August 10, 2005 | Uncategorized

Though the housing financial ecosystem is complex and interdependent, we can see it, like the rain forest, as having several distinct ecological subsystems, the housing finance ecosystem can be thought of as four inter-related sub-ecologies:

 

  1. Finance.  Effective markets for property developers to raise long-term capital (debt, equity, and everything in between), with reliable costs of capital and efficient tradeability of instruments.

 

  1. Homeownership.
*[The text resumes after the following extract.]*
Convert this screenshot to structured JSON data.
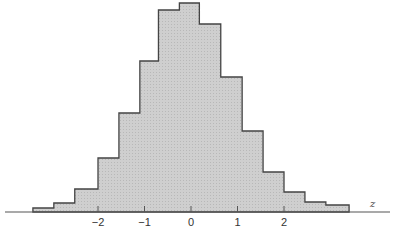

Broad participation in homeownership and financial products that enable households to move up and down the ownership spectrum as their economic and personal circumstances change over their lives.

 

  1. Permanent rental housing.  A large supply of for-rent properties co-located not only with homeownership tenures but also with proximity to healthy communities (jobs, retail, schools and recreation).

 

  1. Sustainable affordable housing.  Specific incentives and resources to bring affordability to the lowest quintile of the population.

 

Though they are interdependent, some are much more dependent than others.  Specifically, each higher number is sustainable only if the lower-numbered ecosystem is healthy and functioning.   You can have physical homes without finance, but you cannot make homeownership financially meaningful without finance.

 

Here is one of the great challenges of housing. 

 

Want a house, anywhere in the world?  Gather together, donate the materials, donate the labor, and build it.  From Habitat For Humanity to the self-built slum, that physical assembly process is the same. 

 

Want to resell a house, at a market-clearing price?  Now you need a financial ecosystem.

 

I think of them as rings, each lower one broader than the ones above, stacked up together in a shape known to puzzlists as the Tower of Hanoi:

 

Tower_of_hanoi_hands

“Let’s see, does homeownership go on top of sustainable affordable housing, or finance?”

 

In the Tower of Hanoi puzzle, you can move only one ring at a time, and you cannot place a larger ring atop a smaller one.  The puzzle is how to shift a whole stack of rings. 

 

This little metaphor is more applicable than at first blush it might seem.  Each higher level depends for its success on accessing specialized versions of the tools created for the lower level.  In rain-forest terms, affordable housing is an epiphytic plant, living among the branches of more fundamental species (such as functioning rental development, effective property financing tools, and stable capital markets).

 

It also provides a cautionary tale for Yanks like me who work in other countries.  When one migrates out of the US — the world’s most complex housing finance ecosystem, heavily populated and arguably overgrown with native species — to other countries, one cannot be like Captain William Bligh, bearing a single plant and expecting it to take root.  The higher-level ecosystemic advances — permanent rental housing, sustainable affordable housing — cannot be transplanted in like so many cuttings and expected to grow if the fundamentals of homeownership finance and capital markets are undeveloped or withering.  Parachute them in and, after a brief flowering stimulating by fertilizer lucre, they simply die.

 

In short, before you can improve the ecosystem, you have to understand it — its census, its dynamics, its market gaps — and design interventions at the right point: basically, the highest properly stacked ring of housing finance.